Your relentless drive to succeed might be a sign of work addiction
For most ambitious people, career goals sit right at the top of their priority list. But when does “hustle mode,” veer into work addiction? And what are the actual effects on your health, particularly for women who generally feel intense pressure to juggle it all?
Quick Read:
- Work addiction is similar to gambling or substance abuse, causing your mood to plummet even when you love your job.
- The gender trap is tangible. Women face unique risks due to a constant clash between internal professional ambition and external, traditional societal expectations.
- Breaking the cycle means hard boundaries, taking care of yourself without feeling guilty, and treating your rest periods as non-negotiable.
What does it mean to be a workaholic?
We often praise long hours and a relentless work ethic, but science tells a different story. An insightful study published in the Journal of Occupational Health Psychology challenges the idea that workaholics actually enjoy their constant labour. Instead, researchers found that after an initial burst of enjoyment, workaholism quickly turns into a negative emotional state.
In fact, the study likens work addiction to clinical dependencies like gambling or alcoholism. During an analysis of a selection of full-time employees, researchers discovered that workaholics consistently maintain a worse mood throughout the day compared to their colleagues. This ongoing negative emotional state points to skyrocketing stress levels, which rapidly increase your risk of chronic burnout and physical health issues.
Worse yet, because high achievers are often in leadership positions, this negative mood creates an unpleasant domino effect. It spreads through teams, strains professional relationships, and can quickly turn a once-healthy environment into a toxic workplace.
Why are women uniquely prone to work addiction?
The data reveals a sobering gender difference: women experience a significantly more noticeable link between work addiction and a declining daily mood. Why is this happening?
It comes down to a stressful clash of roles. Many women experience a powerful internal drive to over-invest in their careers, while also battling external, traditional gender expectations. You are expected to climb the corporate ladder while simultaneously maintaining a flawless home life, managing family logistics, and looking perfectly put together. Is that realistic?
Perfectionism also acts as a major catalyst. Women, especially those fighting for a seat at the leadership table, often feel they must uphold impossible standards to prove their worth. This perfectionist mindset forces an unhealthy overemphasis on achieving at all costs, even at the direct expense of your personal health and wellbeing.
How to reclaim your balance and protect your health
Stepping away from work addiction takes time, but you can protect your mental and physical health by implementing these practical strategies.
Create a firm border
- Set clear, non-negotiable boundaries between your professional and personal life.

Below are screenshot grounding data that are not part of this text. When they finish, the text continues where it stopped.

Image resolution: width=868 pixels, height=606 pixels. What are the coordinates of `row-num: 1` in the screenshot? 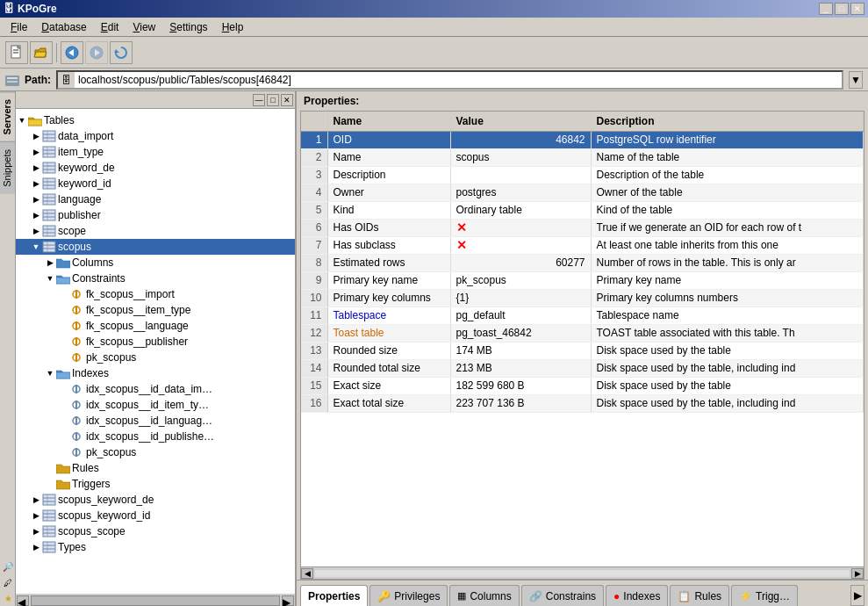 It's located at (314, 140).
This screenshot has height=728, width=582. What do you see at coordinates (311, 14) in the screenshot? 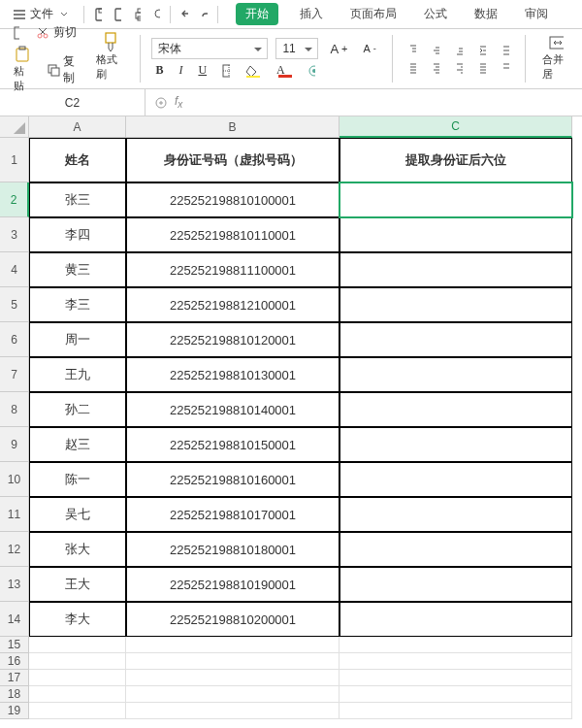
I see `tab-insert: 插入` at bounding box center [311, 14].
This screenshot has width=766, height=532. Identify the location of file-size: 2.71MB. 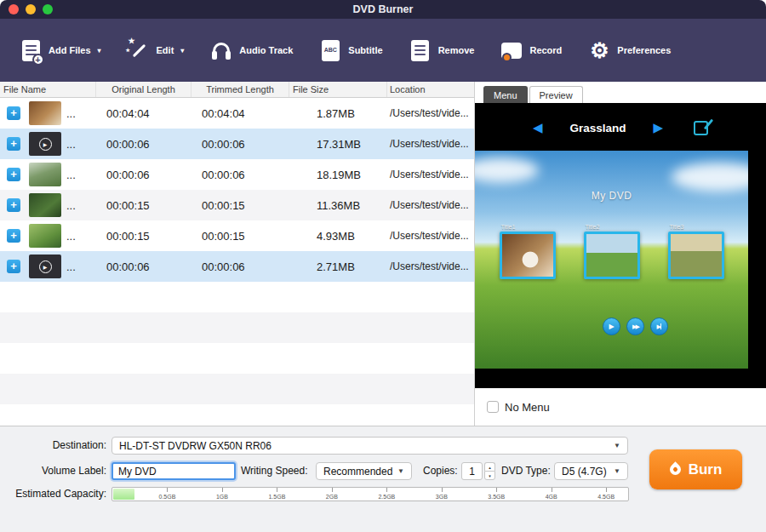
(339, 267).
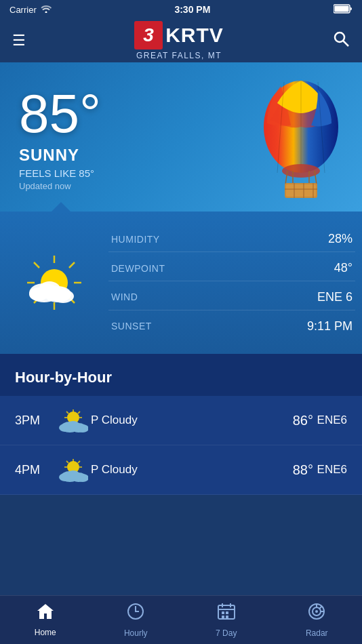 Image resolution: width=362 pixels, height=644 pixels. I want to click on hourly-clock-icon, so click(136, 614).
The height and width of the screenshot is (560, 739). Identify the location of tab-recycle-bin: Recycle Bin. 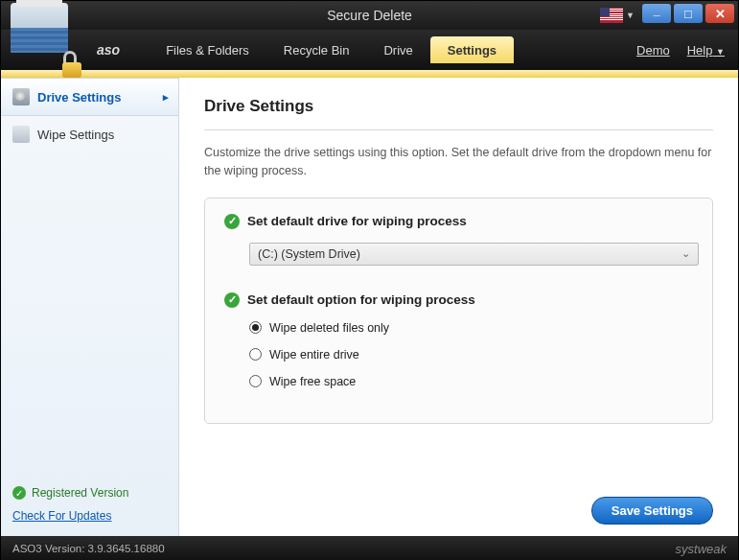
(316, 50).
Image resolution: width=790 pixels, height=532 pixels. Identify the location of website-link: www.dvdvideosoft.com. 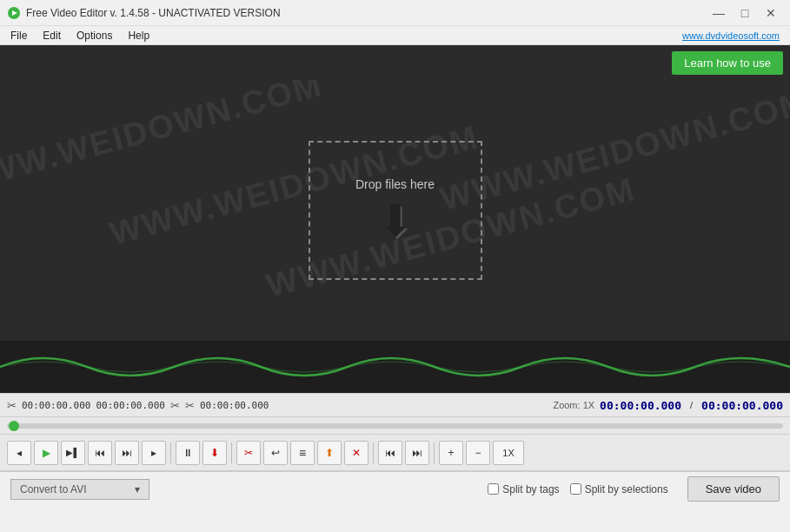
(731, 36).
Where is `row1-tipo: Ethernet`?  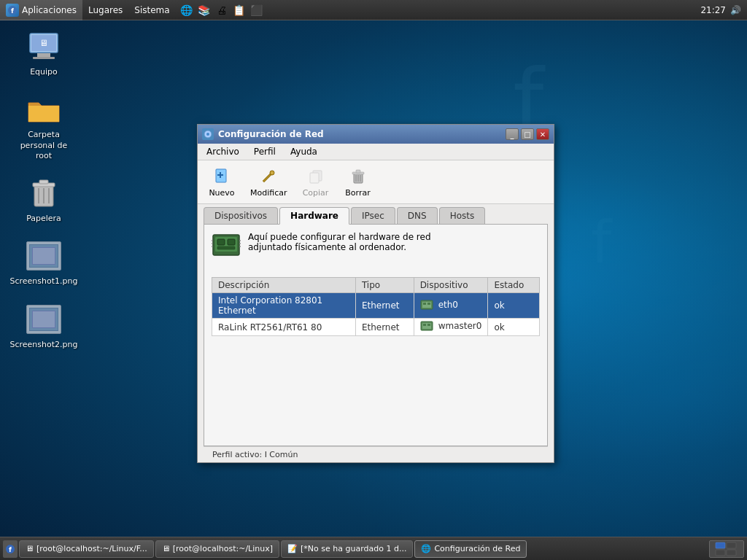
row1-tipo: Ethernet is located at coordinates (384, 306).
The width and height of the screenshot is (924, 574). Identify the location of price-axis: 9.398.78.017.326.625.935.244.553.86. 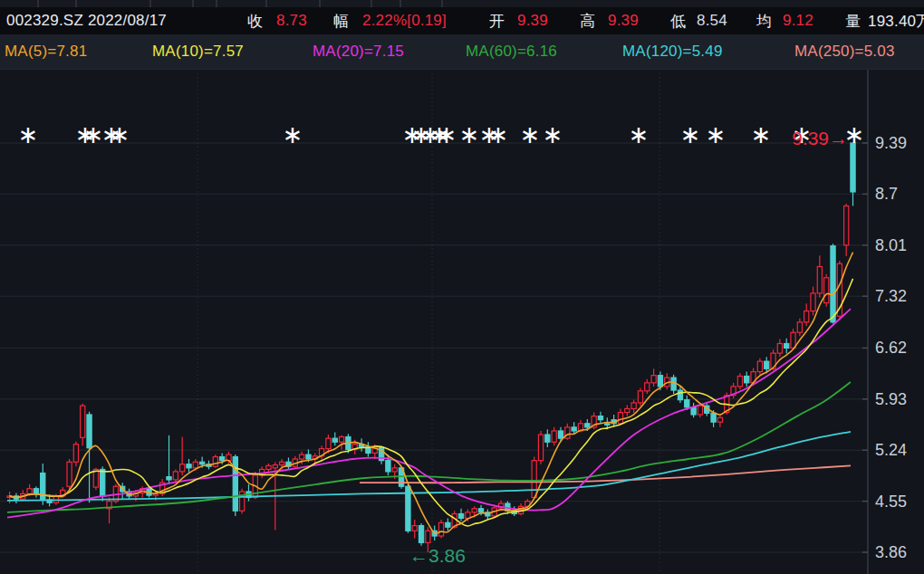
(884, 321).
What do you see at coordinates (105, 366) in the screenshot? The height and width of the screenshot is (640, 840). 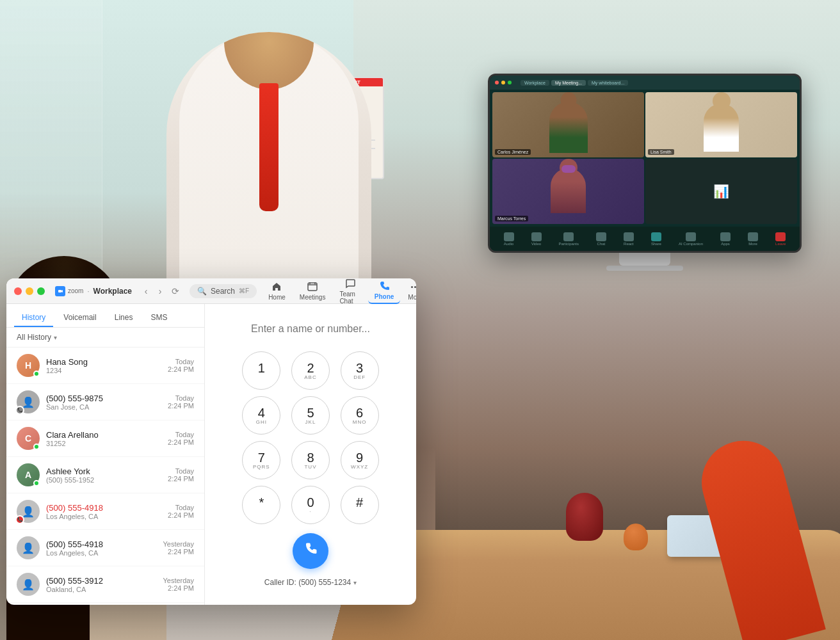 I see `call-item: H Hana Song 1234 Today 2:24 PM` at bounding box center [105, 366].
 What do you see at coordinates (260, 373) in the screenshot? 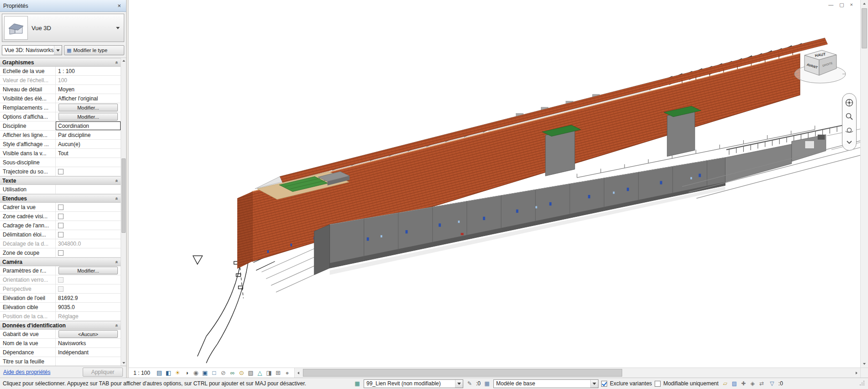
I see `analytical-model-icon: △` at bounding box center [260, 373].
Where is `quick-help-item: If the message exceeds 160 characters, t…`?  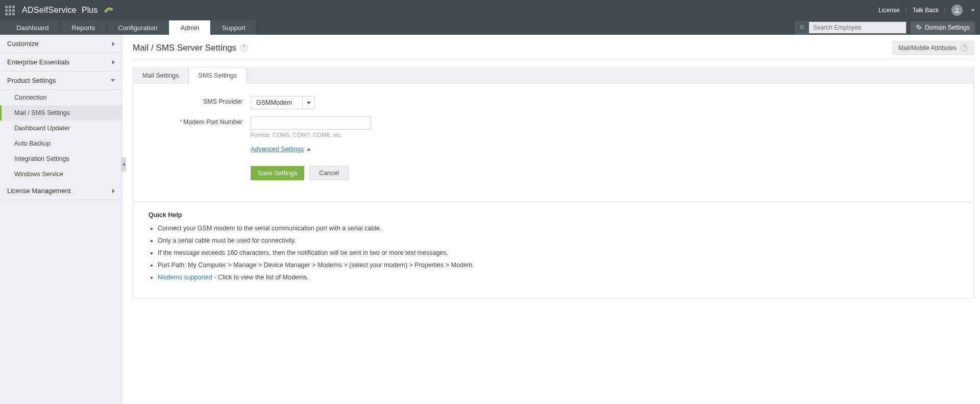
quick-help-item: If the message exceeds 160 characters, t… is located at coordinates (558, 253).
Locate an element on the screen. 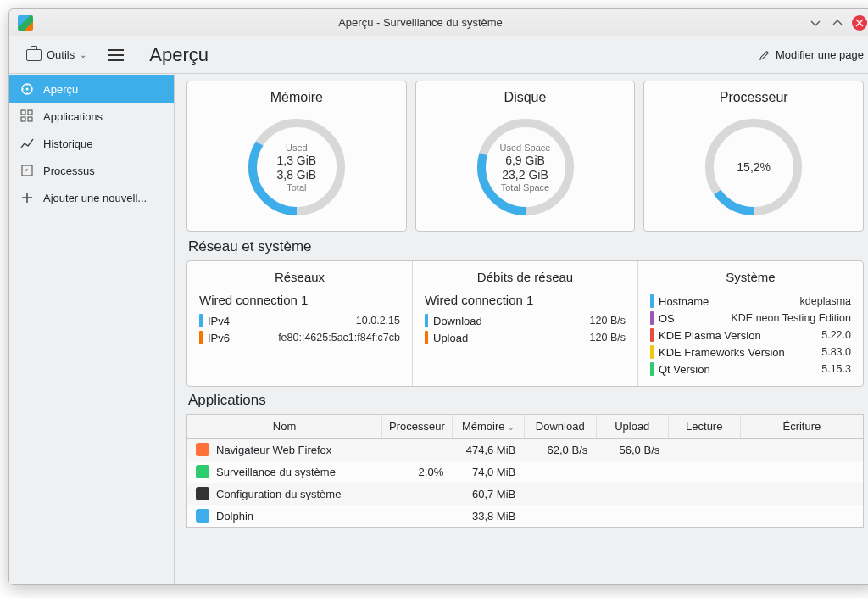 The image size is (868, 598). used-value: 6,9 GiB is located at coordinates (526, 160).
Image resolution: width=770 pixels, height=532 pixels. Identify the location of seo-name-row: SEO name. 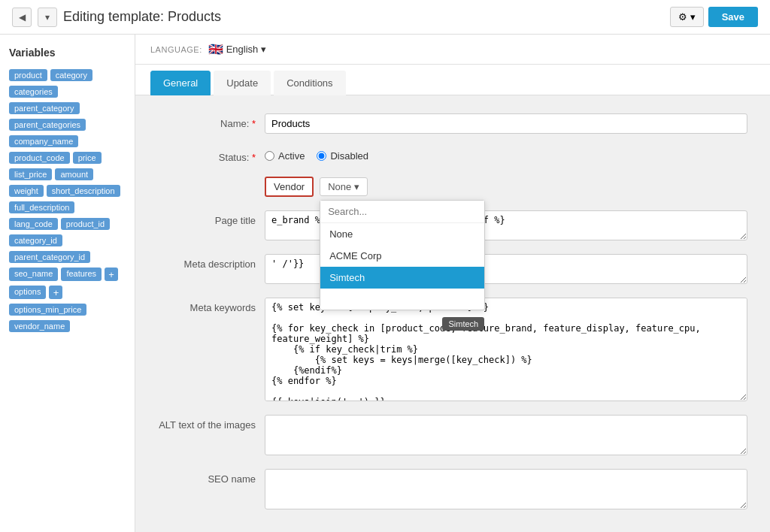
(453, 489).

- Define your specific working hours and stick to them. When the clock strikes log-off time, shut down your laptop, turn off your work notifications, and walk away.
- Spend your evenings investing in things that genuinely bring you joy, even if that just means curling up on the couch for a movie marathon.
Put an end to the “desk lunch”
- How many times a week do you eat lunch while typing or answering emails? If the answer is “every day,” you need to rethink your priorities.
- True self-care means stepping away from your workstation. Make sufficient sleep, regular physical activity, and actual mental breaks completely non-negotiable parts of your day.
Master your hours, not your overtime
- While occasional late nights or working on the odd weekend is to be expected, these should be the exception, not the rule.
- Hone your time management skills to maximise your productivity during standard business hours.
- When you work smarter during the day, you significantly reduce the temptation to overwork into the night.
Have the hard conversations
- Communicate candidly with your supervisors, colleagues, and family members about your workload capacity.
- Practise setting realistic expectations and learn to delegate or ask for assistance when the pressure mounts. You do not have to carry the weight of the world entirely on your shoulders.
When is it time for professional help?
If you find yourself genuinely obsessed with your tasks, or if you feel a wave of intense anxiety when you try to unplug, it is time to look for support. A qualified mental health professional or therapist can work with you to create valuable, evidence-based coping mechanisms to manage stress and deconstruct the root causes of work addiction.
Remember: your wellbeing comes first
Shifting your lifestyle to find a balance that actually makes sense for your mental health is a deeply personal journey. Examine the underlying “whys” behind your professional goals. True success should never cost you your health, your happiness, or your peace of mind. Keep your wellbeing at the forefront, you deserve a life that thrives outside of the office.